Asia - Pacific

Rohingya groups call for better repatriation deal

Arakan Rohingya Union, European Rohingya Council demand Myanmar to renegotiate repatriation agreement with Bangladesh

Fatih Hafız Mehmet, Sena Güler  | 31.01.2018 - Update : 01.02.2018
Rohingya groups call for better repatriation deal

Ankara

By Sena Guler and Fatih Hafiz Mehmet

ANKARA 

The Arakan Rohingya Union (ARU) and the European Rohingya Council (ERC) on Wednesday called on Myanmar to renegotiate the repatriation deal with Bangladesh and allow UNHCR and Rohingya representatives from camps to become parties to the agreement.

In a joint statement, the ARU and ERC said the Myanmar government had to "address the security, human rights and citizenship issues faced by Rohingya ethnic minority before any step is taken to repatriate the forcefully displaced Rohingya from camps in Bangladesh to their original homes in Rakhine state".

Voicing its serious concern over the security situation in Rohingya villages, they said "attacks and looting by Myanmar armed forces and Buddhist Rakhine militia have spiraled over the past several days".

Myanmar government has failed to show it "genuinely works with the Rakhine Commission for implementation of Annan recommendation," according to the statement.

The groups urged Myanmar to "work with the Rakhine Commission with full transparency and due respect to the views and integrity of the Commission members, and fully implement the recommendation of the Annan Commission with benchmarks".

The ARU and ERC demanded the government to renegotiate the repatriation agreement with the involvement of the UNHCR and representatives among displaced people at Rohingya camps in Bangladesh.

They asked Myanmar government to allow the international relief and development groups to assist in rebuilding the Rohingya villages that were razed.

The statement also called on the government to "initiate a rigorous reconstruction and rehabilitation plan for the returnees well ahead of the repatriation in coordination with the UNHCR, international aid groups, and the displaced Rohingya village representatives for their return to their original homes/properties with no transit, semi-permanent, or permanent camps".

The bilateral deal between Myanmar and Bangladesh, signed on Nov. 23 last year, stipulates some nearly impossible conditions for verifying residency of the people the agreement calls "displaced persons from Myanmar" instead of their widely known ethnic identity of Rohingya.

Right groups including Human Rights Watch (HRW), the UN Refugee Agency and Amnesty International have voiced their concern over the deal, saying it would send Rohingya back to the brutality in Myanmar.

Amnesty called the plan "alarmingly premature" while HRW called on both governments to redraft the agreement involving the United Nations High Commissioner for Refugees.

Earlier this month, Bangladesh and Myanmar finalized an agreement on the physical arrangements for the repatriation of the Rohingya and agreed to send 100,000 Rohingya to Myanmar in the first phase.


• How to complete this task
Leave out the pictures and repeat everything else in the records exactly.

• Material for this exercise
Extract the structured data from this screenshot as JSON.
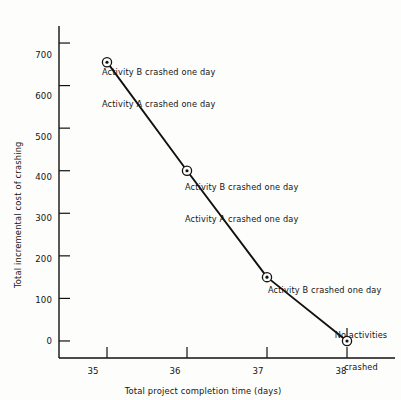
{
  "chart_data": {
    "type": "line",
    "title": "",
    "xlabel": "Total project completion time (days)",
    "ylabel": "Total incremental cost of crashing",
    "x": [
      35,
      36,
      37,
      38
    ],
    "values": [
      655,
      400,
      150,
      0
    ],
    "series": [
      {
        "name": "Total incremental cost of crashing",
        "values": [
          655,
          400,
          150,
          0
        ]
      }
    ],
    "xlim": [
      34.4,
      38.6
    ],
    "ylim": [
      -40,
      740
    ],
    "xticks": [
      35,
      36,
      37,
      38
    ],
    "xtick_labels": [
      "35",
      "36",
      "37",
      "38"
    ],
    "yticks": [
      0,
      100,
      200,
      300,
      400,
      500,
      600,
      700
    ],
    "ytick_labels": [
      "0",
      "100",
      "200",
      "300",
      "400",
      "500",
      "600",
      "700"
    ],
    "grid": false,
    "legend": "none",
    "marker": "circle-dot",
    "line_color": "#111111",
    "annotations": [
      {
        "point_x": 35,
        "point_y": 655,
        "lines": [
          "Activity B crashed one day",
          "Activity A crashed one day"
        ],
        "align": "left"
      },
      {
        "point_x": 36,
        "point_y": 400,
        "lines": [
          "Activity B crashed one day",
          "Activity A crashed one day"
        ],
        "align": "left"
      },
      {
        "point_x": 37,
        "point_y": 150,
        "lines": [
          "Activity B crashed one day"
        ],
        "align": "left"
      },
      {
        "point_x": 38,
        "point_y": 0,
        "lines": [
          "No activities",
          "crashed"
        ],
        "align": "center"
      }
    ]
  },
  "axes": {
    "y_title": "Total incremental cost of crashing",
    "x_title": "Total project completion time (days)",
    "y_ticks": [
      "700",
      "600",
      "500",
      "400",
      "300",
      "200",
      "100",
      "0"
    ],
    "x_ticks": [
      "35",
      "36",
      "37",
      "38"
    ]
  },
  "annotations": {
    "a1_line1": "Activity B crashed one day",
    "a1_line2": "Activity A crashed one day",
    "a2_line1": "Activity B crashed one day",
    "a2_line2": "Activity A crashed one day",
    "a3_line1": "Activity B crashed one day",
    "a4_line1": "No activities",
    "a4_line2": "crashed"
  },
  "colors": {
    "background": "#fdfdfb",
    "ink": "#111111",
    "text": "#141414"
  }
}
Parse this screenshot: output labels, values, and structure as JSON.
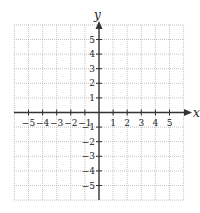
{
  "diagram": {
    "type": "coordinate-plane",
    "x_axis_label": "x",
    "y_axis_label": "y",
    "x_range": [
      -6,
      6
    ],
    "y_range": [
      -6,
      6
    ],
    "x_ticks": [
      "-5",
      "-4",
      "-3",
      "-2",
      "-1",
      "1",
      "2",
      "3",
      "4",
      "5"
    ],
    "y_ticks": [
      "5",
      "4",
      "3",
      "2",
      "1",
      "-1",
      "-2",
      "-3",
      "-4",
      "-5"
    ],
    "grid": "dotted",
    "colors": {
      "axis": "#333333",
      "grid": "#b5b5b5",
      "text": "#222222"
    }
  }
}
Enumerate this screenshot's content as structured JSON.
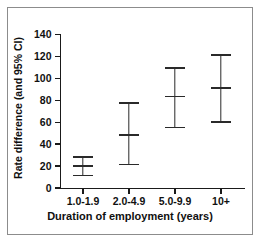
{
  "chart_data": {
    "type": "scatter",
    "title": "",
    "xlabel": "Duration of employment (years)",
    "ylabel": "Rate difference (and 95% CI)",
    "categories": [
      "1.0-1.9",
      "2.0-4.9",
      "5.0-9.9",
      "10+"
    ],
    "values": [
      21,
      49,
      84,
      92
    ],
    "error_low": [
      12,
      22,
      56,
      61
    ],
    "error_high": [
      29,
      78,
      110,
      122
    ],
    "ylim": [
      0,
      140
    ],
    "yticks": [
      0,
      20,
      40,
      60,
      80,
      100,
      120,
      140
    ],
    "ytick_labels": [
      "0",
      "20",
      "40",
      "60",
      "80",
      "100",
      "120",
      "140"
    ],
    "grid": false,
    "legend": false,
    "series": [
      {
        "name": "Rate difference (and 95% CI)",
        "points": [
          {
            "category": "1.0-1.9",
            "value": 21,
            "ci_low": 12,
            "ci_high": 29
          },
          {
            "category": "2.0-4.9",
            "value": 49,
            "ci_low": 22,
            "ci_high": 78
          },
          {
            "category": "5.0-9.9",
            "value": 84,
            "ci_low": 56,
            "ci_high": 110
          },
          {
            "category": "10+",
            "value": 92,
            "ci_low": 61,
            "ci_high": 122
          }
        ]
      }
    ],
    "colors": {
      "axis": "#1a1a1a",
      "marker": "#2a2a2a",
      "frame_border": "#8c8c8c",
      "background": "#ffffff"
    }
  }
}
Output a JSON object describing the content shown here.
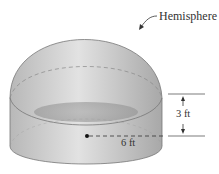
{
  "figure": {
    "labels": {
      "hemisphere": "Hemisphere",
      "height": "3 ft",
      "radius": "6 ft"
    },
    "colors": {
      "solid_fill": "#c8c8c8",
      "solid_dark": "#9a9a9a",
      "line": "#555555"
    }
  }
}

• Response below
Extract the structured data from this screenshot as JSON.
{
  "chart_data": {
    "type": "line",
    "title": "",
    "xlabel": "Total project completion time (days)",
    "ylabel": "Total incremental cost of crashing",
    "x": [
      35,
      36,
      37,
      38
    ],
    "values": [
      655,
      400,
      150,
      0
    ],
    "series": [
      {
        "name": "Total incremental cost of crashing",
        "values": [
          655,
          400,
          150,
          0
        ]
      }
    ],
    "xlim": [
      34.4,
      38.6
    ],
    "ylim": [
      -40,
      740
    ],
    "xticks": [
      35,
      36,
      37,
      38
    ],
    "xtick_labels": [
      "35",
      "36",
      "37",
      "38"
    ],
    "yticks": [
      0,
      100,
      200,
      300,
      400,
      500,
      600,
      700
    ],
    "ytick_labels": [
      "0",
      "100",
      "200",
      "300",
      "400",
      "500",
      "600",
      "700"
    ],
    "grid": false,
    "legend": "none",
    "marker": "circle-dot",
    "line_color": "#111111",
    "annotations": [
      {
        "point_x": 35,
        "point_y": 655,
        "lines": [
          "Activity B crashed one day",
          "Activity A crashed one day"
        ],
        "align": "left"
      },
      {
        "point_x": 36,
        "point_y": 400,
        "lines": [
          "Activity B crashed one day",
          "Activity A crashed one day"
        ],
        "align": "left"
      },
      {
        "point_x": 37,
        "point_y": 150,
        "lines": [
          "Activity B crashed one day"
        ],
        "align": "left"
      },
      {
        "point_x": 38,
        "point_y": 0,
        "lines": [
          "No activities",
          "crashed"
        ],
        "align": "center"
      }
    ]
  },
  "axes": {
    "y_title": "Total incremental cost of crashing",
    "x_title": "Total project completion time (days)",
    "y_ticks": [
      "700",
      "600",
      "500",
      "400",
      "300",
      "200",
      "100",
      "0"
    ],
    "x_ticks": [
      "35",
      "36",
      "37",
      "38"
    ]
  },
  "annotations": {
    "a1_line1": "Activity B crashed one day",
    "a1_line2": "Activity A crashed one day",
    "a2_line1": "Activity B crashed one day",
    "a2_line2": "Activity A crashed one day",
    "a3_line1": "Activity B crashed one day",
    "a4_line1": "No activities",
    "a4_line2": "crashed"
  },
  "colors": {
    "background": "#fdfdfb",
    "ink": "#111111",
    "text": "#141414"
  }
}
Parse this screenshot: output labels, values, and structure as JSON.
{
  "diagram": {
    "type": "coordinate-plane",
    "x_axis_label": "x",
    "y_axis_label": "y",
    "x_range": [
      -6,
      6
    ],
    "y_range": [
      -6,
      6
    ],
    "x_ticks": [
      "-5",
      "-4",
      "-3",
      "-2",
      "-1",
      "1",
      "2",
      "3",
      "4",
      "5"
    ],
    "y_ticks": [
      "5",
      "4",
      "3",
      "2",
      "1",
      "-1",
      "-2",
      "-3",
      "-4",
      "-5"
    ],
    "grid": "dotted",
    "colors": {
      "axis": "#333333",
      "grid": "#b5b5b5",
      "text": "#222222"
    }
  }
}
Enumerate this screenshot's content as structured JSON.
{
  "chart_data": {
    "type": "scatter",
    "title": "",
    "xlabel": "Duration of employment (years)",
    "ylabel": "Rate difference (and 95% CI)",
    "categories": [
      "1.0-1.9",
      "2.0-4.9",
      "5.0-9.9",
      "10+"
    ],
    "values": [
      21,
      49,
      84,
      92
    ],
    "error_low": [
      12,
      22,
      56,
      61
    ],
    "error_high": [
      29,
      78,
      110,
      122
    ],
    "ylim": [
      0,
      140
    ],
    "yticks": [
      0,
      20,
      40,
      60,
      80,
      100,
      120,
      140
    ],
    "ytick_labels": [
      "0",
      "20",
      "40",
      "60",
      "80",
      "100",
      "120",
      "140"
    ],
    "grid": false,
    "legend": false,
    "series": [
      {
        "name": "Rate difference (and 95% CI)",
        "points": [
          {
            "category": "1.0-1.9",
            "value": 21,
            "ci_low": 12,
            "ci_high": 29
          },
          {
            "category": "2.0-4.9",
            "value": 49,
            "ci_low": 22,
            "ci_high": 78
          },
          {
            "category": "5.0-9.9",
            "value": 84,
            "ci_low": 56,
            "ci_high": 110
          },
          {
            "category": "10+",
            "value": 92,
            "ci_low": 61,
            "ci_high": 122
          }
        ]
      }
    ],
    "colors": {
      "axis": "#1a1a1a",
      "marker": "#2a2a2a",
      "frame_border": "#8c8c8c",
      "background": "#ffffff"
    }
  }
}
Output a JSON object describing the content shown here.
{
  "figure": {
    "labels": {
      "hemisphere": "Hemisphere",
      "height": "3 ft",
      "radius": "6 ft"
    },
    "colors": {
      "solid_fill": "#c8c8c8",
      "solid_dark": "#9a9a9a",
      "line": "#555555"
    }
  }
}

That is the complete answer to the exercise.